Linux May Need a Rewrite Beyond 48 Cores
An anonymous reader writes "There is interesting new research coming out of MIT which suggests current operating systems are struggling with the addition of more cores to the CPU. It appears that the problem, which affects the available memory in a chip when multiple cores are working on the same chunks of data, is getting worse and may be hitting a peak somewhere in the neighborhood of 48 cores, when entirely new operating systems will be needed, the report says. Luckily, we aren't anywhere near 48 cores and there is some time left to come up with a new Linux (Windows?)."
It's not the case of not being able to do such, but instead about where there are performance regressions. Of course it's possible to run Linux on multiple hundreds of cores, but it seems that after 48 cores there is a performance regression and thus all those cores don't benefit as much as they could. That is the issue here.
Oh look, CmdrTaco published yet another story with a poorly-written, hypersensationalist summary! Par for the course.
Yes it is lacking: it's too long for a /. "story". Editors want small, easily digested soundbites, not articles with actual information.

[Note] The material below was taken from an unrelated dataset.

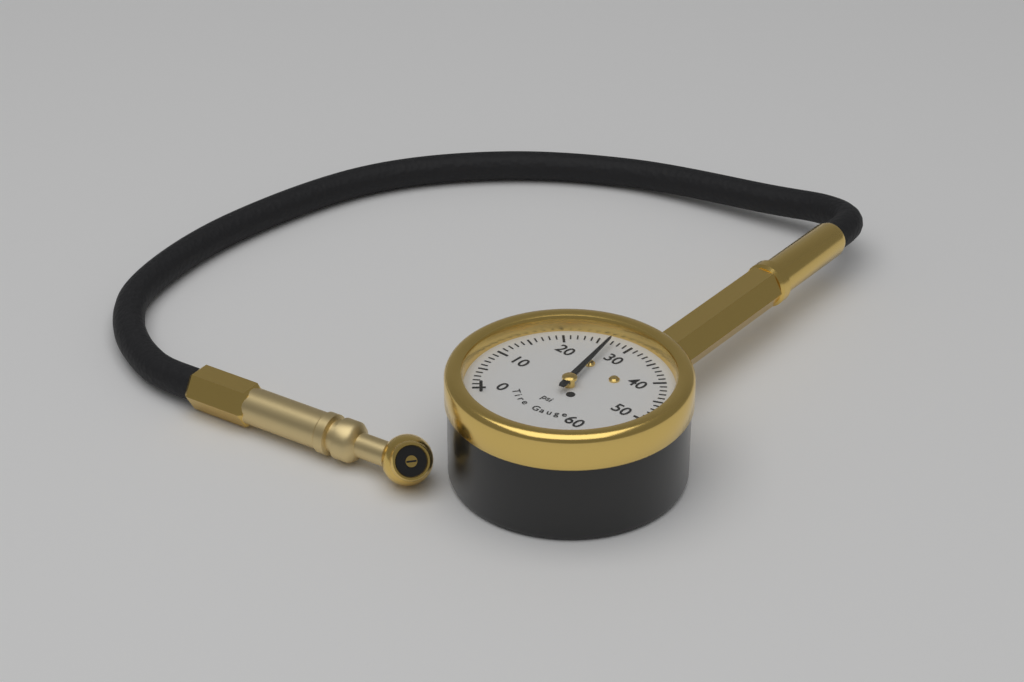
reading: 27 psi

No kidding. SGI's Altix is a huge box full of multi-core IA-64 processors. 512 to 2048 cores is more normal, but they were reaching 10240 last I checked. This is SMP (NUMA of course), not a cluster. I won't say things work just lovely at that level, but it does run.
48 cores is nothing.
The thing is eldavojohn practically *is* an editor for /. , just check out his submission page. Despite having such a high UID he's got a solid reputation, a good writing style, and offers good commentary on a wide variety of topics.